October 29, 2021

This is your brain on ice: Wayne State researchers show how brain networks deal with your body feeling cold

Researchers at the Wayne State University School of Medicine have published the first study to reveal specifically how brain networks respond when humans are made to feel cold.

Professor of Pediatrics, Radiology and Neurology Otto Muzik, Ph.D., and Professor of Psychiatry and Behavioral Neurosciences Vaibhav Diwadkar, Ph.D., are two of only a handful of researchers worldwide who have been able to study human brain responses under safe and experimentally controlled conditions of whole-body cooling. 

Otto Muzik, Ph.D.

“Cooling presents an immediate and serious threat to our survival.  It evokes sympathetic responses which prime the body for what has been called a ‘fight or flight’ behavioral response. Unlike species like reptiles, humans must deal with cold by engaging in behaviors that mitigate the effects of cold,” Dr. Diwadkar said. “Therefore, it has been suggested that sympathetic responses must activate more complex functional network pathways in the human brain – compared to para-sympathetic responses that are activated during comfortable re-warming.” 

Vaibhav Diwadkar, Ph.D.

This widely accepted idea has never been demonstrated using experimental methods in humans.

Yet, in “Effective connectivity of brain networks controlling human thermoregulation,” a new paper published in the journal Brain Structure and Function, Drs. Muzik and Diwadkar demonstrate exactly that. 

Using Dynamic Causal Modeling, or DCM, a method used to discover causal brain network interactions from fMRI data, they show that brain network interactions evoked during mildly unpleasant whole body cooling are much more complex than those evoked during comfortable re-warming.
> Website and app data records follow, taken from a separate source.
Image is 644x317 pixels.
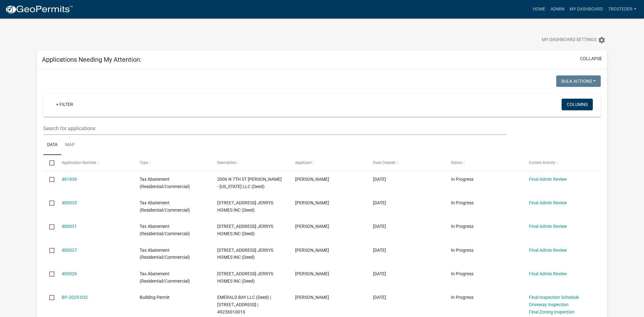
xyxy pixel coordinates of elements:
a: Final Admin Review [529,224,567,229]
button: collapse [580,55,602,62]
a: 481839 [61,176,77,182]
span: In Progress [451,200,474,205]
input: Search for applications [43,122,506,135]
span: adam [295,271,329,276]
span: Current Activity [529,161,555,165]
span: Building Permit [139,295,169,300]
a: tbosteder [605,3,639,15]
a: Final Zoning Inspection [529,309,574,315]
span: Status [451,161,462,165]
datatable-header-cell: Current Activity [522,155,600,171]
button: Bulk Actions [556,76,601,87]
span: 09/22/2025 [373,176,386,182]
span: Tax Abatement (Residential/Commercial) [139,247,190,260]
button: My Dashboard Settingssettings [537,34,611,46]
span: adam [295,200,329,205]
span: In Progress [451,224,474,229]
a: Map [61,135,78,155]
datatable-header-cell: Applicant [289,155,367,171]
span: In Progress [451,295,474,300]
span: 313 N 19TH ST JERRYS HOMES INC (Deed) [217,224,273,236]
datatable-header-cell: Select [43,155,55,171]
a: 480027 [61,247,77,253]
a: Final Admin Review [529,176,567,182]
datatable-header-cell: Type [133,155,211,171]
a: Final Admin Review [529,200,567,205]
span: My Dashboard Settings [542,36,597,44]
span: Tax Abatement (Residential/Commercial) [139,224,190,236]
a: 480031 [61,224,77,229]
a: Driveway Inspection [529,302,568,307]
span: Angie Steigerwald [295,295,329,300]
datatable-header-cell: Date Created [367,155,445,171]
span: In Progress [451,271,474,276]
span: In Progress [451,247,474,253]
a: Home [530,3,548,15]
span: 2006 N 7TH ST D R HORTON - IOWA LLC (Deed) [217,176,282,189]
span: adam [295,247,329,253]
span: 09/17/2025 [373,200,386,205]
span: EMERALD BAY LLC (Deed) | 2103 N JEFFERSON WAY | 49236010010 [217,295,271,315]
a: + Filter [51,98,78,110]
span: 307 N 19TH ST JERRYS HOMES INC (Deed) [217,271,273,284]
span: 311 N 19TH ST JERRYS HOMES INC (Deed) [217,247,273,260]
a: Admin [548,3,567,15]
a: BP-2025-032 [61,295,88,300]
span: Applicant [295,161,311,165]
span: 01/14/2025 [373,295,386,300]
span: 305 N 19TH ST JERRYS HOMES INC (Deed) [217,200,273,213]
span: Tax Abatement (Residential/Commercial) [139,271,190,284]
a: Final Inspection Schedule [529,295,578,300]
span: Type [139,161,148,165]
h5: Applications Needing My Attention: [42,56,142,63]
a: Data [43,135,61,155]
span: Ashley Threlkeld [295,176,329,182]
a: 480026 [61,271,77,276]
span: 09/17/2025 [373,247,386,253]
span: Description [217,161,237,165]
span: Date Created [373,161,395,165]
span: Tax Abatement (Residential/Commercial) [139,176,190,189]
span: 09/17/2025 [373,271,386,276]
span: 09/17/2025 [373,224,386,229]
datatable-header-cell: Description [211,155,289,171]
a: 480035 [61,200,77,205]
datatable-header-cell: Status [445,155,523,171]
span: In Progress [451,176,474,182]
a: My Dashboard [567,3,605,15]
i: settings [598,36,605,44]
datatable-header-cell: Application Number [56,155,133,171]
span: Tax Abatement (Residential/Commercial) [139,200,190,213]
button: Columns [561,98,592,110]
span: adam [295,224,329,229]
span: Application Number [61,161,97,165]
a: Final Admin Review [529,271,567,276]
a: Final Admin Review [529,247,567,253]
DCM has been extensively used by fMRI researchers to discover causal brain network interactions evoked by any range of experimental manipulations, but never in the context of human thermoregulation.

Researchers infuse this specially-designed suit with temperature-controlled water.

During the studies, 30 volunteer participants from the metropolitan Detroit area wore a specifically-designed whole-body suit that the researchers could infuse with temperature-controlled water. The resultant changes in body temperature were carefully monitored (using skin sensors) while the fMRI data were being collected. Subsequent DCM analyses of each participant’s fMRI data was based on changes in their body temperature.

Dr. Muzik indicated that the results were striking. “We show that sympathetic responses drive parallel brain network pathways emerging from homeostatic centers in the brain stem. One pathway expectedly goes from the brain stem to interoceptive centers like the insula that code how we ‘feel’. The other, goes directly from the brain stem to executive centers, like the dorsal anterior cingulate and the orbitofrontal cortices, that motivate how we act,” he said.

The parallel pathways are clear functional signatures of the complexity of sympathetic responses in brain networks.

“These studies are challenging to conduct because you need an experimental paradigm for safely cooling and re-warming the body while you are collecting brain responses with fMRI,” Dr. Muzik said. “But, by tailoring the DCM analyses as we did, we were able to reliably derive brain network signatures of both sympathetic (cooling) and para-sympathetic (re-warming) responses.”

“We speculate that our discovered parallel pathways form the basis for the quick and efficient implementation of behavioral plans to mitigate the effects of cold,” Dr. Diwadkar said. “To our knowledge, this is the first demonstration of the hypothesized complexity of human brain functional network interactions evoked by sympathetic responses. Almost all previous in vivo work has thus far been done in animal models. Our results suggest that behavioral thermoregulation is the cumulative principle for how the human brain manages its core body temperature, and this principle allows the human species to range over an unusual number of hostile environments.”

Dr. Muzik, a medical physicist who specializes in MRI and Positron Emission Tomography and Dr. Diwadkar, co-director of the School of Medicine’s Brain Imaging Research Division, have collaborated in this area of work for many years. The current study is the latest in a series of significant papers they have published. Other papers include a well-cited 2018 study of Wim “The Iceman” Hof’s brain during cold exposure, papers on how the brain responds when menopausal women experience hot flashes, papers documenting relationships between brain responses and the activation of brown adipose tissue, other investigations of brain networks, and theoretical treatises. 

“The brain must take the cold very seriously, because of what is potentially at stake: death through eventual hypothermia,” Dr. Muzik said. “These results demonstrate the beauty with which human brain networks efficiently organize their responses to thermoregulatory threat.”

Data collection was supported by a previous award from the National Institute of Diabetes and Digestive and Kidney Diseases. Drs. Diwadkar and Muzik’s efforts, and those of study research assistants Shahira Baajour and Asadur Chowdury, were supported by grants from the National Institute of Mental Health.